LGOCNov 7, 2024

Solving Hidden Monotone Variational Inequalities with Surrogate Losses

arXiv:2411.05228v32 citationsh-index: 31ICLR
Originality Incremental advance
AI Analysis

This addresses practical challenges in deep learning for non-loss minimization problems, offering a unifying method for domains such as reinforcement learning, though it appears incremental in building on existing VI techniques.

The paper tackles the challenge of solving variational inequality (VI) problems, which arise in applications like min-max optimization and minimizing projected Bellman error, by proposing a surrogate-based approach that guarantees convergence under practical assumptions and is compatible with deep learning optimizers like ADAM.

Deep learning has proven to be effective in a wide variety of loss minimization problems. However, many applications of interest, like minimizing projected Bellman error and min-max optimization, cannot be modelled as minimizing a scalar loss function but instead correspond to solving a variational inequality (VI) problem. This difference in setting has caused many practical challenges as naive gradient-based approaches from supervised learning tend to diverge and cycle in the VI case. In this work, we propose a principled surrogate-based approach compatible with deep learning to solve VIs.

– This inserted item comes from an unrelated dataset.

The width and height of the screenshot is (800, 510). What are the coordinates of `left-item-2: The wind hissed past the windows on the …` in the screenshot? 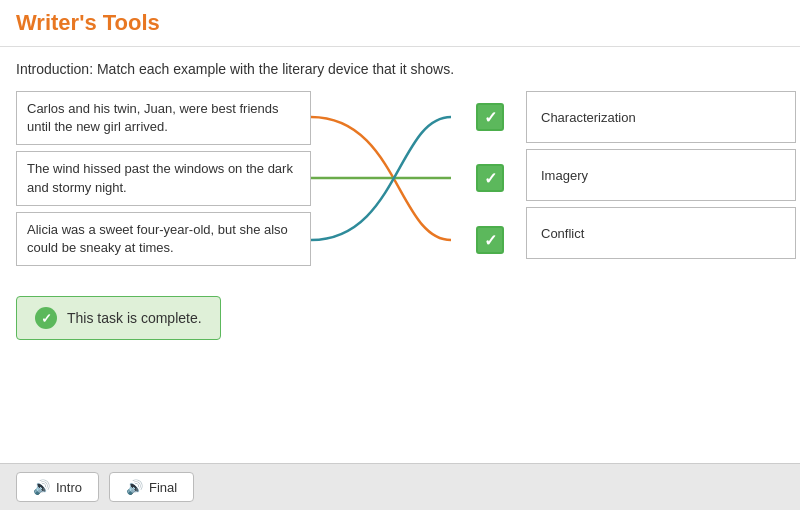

We show that our surrogate-based approach has three main benefits: (1) under assumptions that are realistic in practice (when hidden monotone structure is present, interpolation, and sufficient optimization of the surrogates), it guarantees convergence, (2) it provides a unifying perspective of existing methods, and (3) is amenable to existing deep learning optimizers like ADAM. Experimentally, we demonstrate our surrogate-based approach is effective in min-max optimization and minimizing projected Bellman error. Furthermore, in the deep reinforcement learning case, we propose a novel variant of TD(0) which is more compute and sample efficient.

Foundations

The foundational work for this paper's niche, ranked by how specifically the neighbourhood builds on it — not by global fame.